Quite a lot more details just came out about the insider-information probe that hit the tech world last month, and they're juicy.
The Wall Street Journal has a full report on the whole scheme. Turns out one of the men indicted today, Walter Shimoon, worked for Flextronics, a supplier to Apple. In the papers unsealed today, the FBI caught Shimoon on tape allegedly relaying super-secret details about the yet-to-be-released iPhone last year as well as the internal code name for the project that turned into the iPad. Fortune found the details in the 39-page indictment, and called them out today.
Last month an FBI investigation resulted in the arrest of an executive of an "expert network" called Primary Global Research who was accused of selling or providing important, non-public information about high-profile tech companies to investors. More indictments were revealed today, resulting in more arrests. Those indicted were consultants of Primary Global Research that helped clients like hedge funds and mutual funds get information about their investment companies.
It's not wholly unsurprising that the most-secretive company in the technology world was one of the alleged victims of this scheme. Analysts, investors--not to mention bloggers--are desperate to get any nugget of information about what Apple is up to, whether it's timing of a new product or sometimes a single spec change on a gadget.
The indictment notes that the Flextronics employee was recorded by the FBI in October 2009 allegedly telling someone about third-quarter iPhone sales figures over the phone, and that Apple's next iPhone would have two cameras, "a five-megapixel auto-focus camera and it will have a VGA forward-facing videoconferencing camera." That was eight months before the iPhone 4, with cameras of those exact specifications, was introduced.
Shimoon also allegedly told his contact (who is not named) about a new product in the works for Apple. He is accused of saying, "It's totally ... It's a new category altogether... It doesn't have a camera, what I figured out. So I speculated that it's probably a reader...Something like that. Um, let me tell you, it's a very secretive program...It's called K, K48. That's the internal name. So, you can get, at Apple you can get fired for saying K48." A little over three months later, Steve Jobs introduced the iPad.
The information peddling was not limited to Apple. Inside information was provided about AMD, Dell, and Flextronics, according to the court documents.
Arrested in the scheme and charged with wire fraud and conspiracy to commit wire fraud today were: James Fleishman, Primary Global vice president and sales manager' Shimoon, senior director of business development at Flextronics' Mark Anthony Longoria, AMD supply chain manager' and Manosha Karunatilaka, account manager at Taiwan Semiconductor Manufacturing.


TO DO: Pictures do not belong in the copy; retype the records below exactly.

[Figure record listings]
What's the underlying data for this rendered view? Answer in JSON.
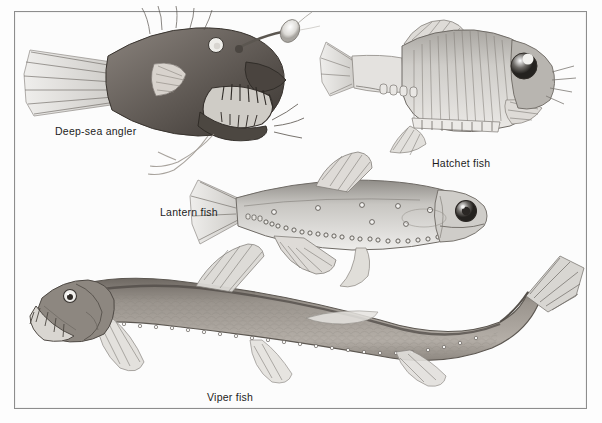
{
  "plate": {
    "background_color": "#fcfcfc",
    "border_color": "#8d8d8d",
    "medium": "graphite pencil scientific illustration",
    "width": 602,
    "height": 423
  },
  "specimens": [
    {
      "id": "deep-sea-angler",
      "label": "Deep-sea angler",
      "label_x": 55,
      "label_y": 125,
      "facing": "right",
      "body_color": "#6a6460",
      "features": [
        "illicium",
        "esca lure",
        "fang teeth",
        "gaping jaw",
        "fan caudal fin",
        "trailing pelvic filaments"
      ]
    },
    {
      "id": "hatchet-fish",
      "label": "Hatchet fish",
      "label_x": 432,
      "label_y": 157,
      "facing": "right",
      "body_color": "#b9b6b1",
      "features": [
        "deep compressed body",
        "telescopic eye",
        "ventral photophore row",
        "dorsal fin",
        "forked tail"
      ]
    },
    {
      "id": "lantern-fish",
      "label": "Lantern fish",
      "label_x": 160,
      "label_y": 206,
      "facing": "right",
      "body_color": "#c3c1bc",
      "features": [
        "large round eye",
        "photophore dots along belly",
        "adipose fin",
        "forked caudal fin"
      ]
    },
    {
      "id": "viper-fish",
      "label": "Viper fish",
      "label_x": 207,
      "label_y": 391,
      "facing": "left",
      "body_color": "#9a948d",
      "features": [
        "elongate body",
        "hexagonal scale pattern",
        "fanged jaw",
        "ventral photophore line",
        "upturned tail"
      ]
    }
  ]
}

RESPONSE:
What's the underlying data for this rendered view? Answer in JSON.
{
  "plate": {
    "background_color": "#fcfcfc",
    "border_color": "#8d8d8d",
    "medium": "graphite pencil scientific illustration",
    "width": 602,
    "height": 423
  },
  "specimens": [
    {
      "id": "deep-sea-angler",
      "label": "Deep-sea angler",
      "label_x": 55,
      "label_y": 125,
      "facing": "right",
      "body_color": "#6a6460",
      "features": [
        "illicium",
        "esca lure",
        "fang teeth",
        "gaping jaw",
        "fan caudal fin",
        "trailing pelvic filaments"
      ]
    },
    {
      "id": "hatchet-fish",
      "label": "Hatchet fish",
      "label_x": 432,
      "label_y": 157,
      "facing": "right",
      "body_color": "#b9b6b1",
      "features": [
        "deep compressed body",
        "telescopic eye",
        "ventral photophore row",
        "dorsal fin",
        "forked tail"
      ]
    },
    {
      "id": "lantern-fish",
      "label": "Lantern fish",
      "label_x": 160,
      "label_y": 206,
      "facing": "right",
      "body_color": "#c3c1bc",
      "features": [
        "large round eye",
        "photophore dots along belly",
        "adipose fin",
        "forked caudal fin"
      ]
    },
    {
      "id": "viper-fish",
      "label": "Viper fish",
      "label_x": 207,
      "label_y": 391,
      "facing": "left",
      "body_color": "#9a948d",
      "features": [
        "elongate body",
        "hexagonal scale pattern",
        "fanged jaw",
        "ventral photophore line",
        "upturned tail"
      ]
    }
  ]
}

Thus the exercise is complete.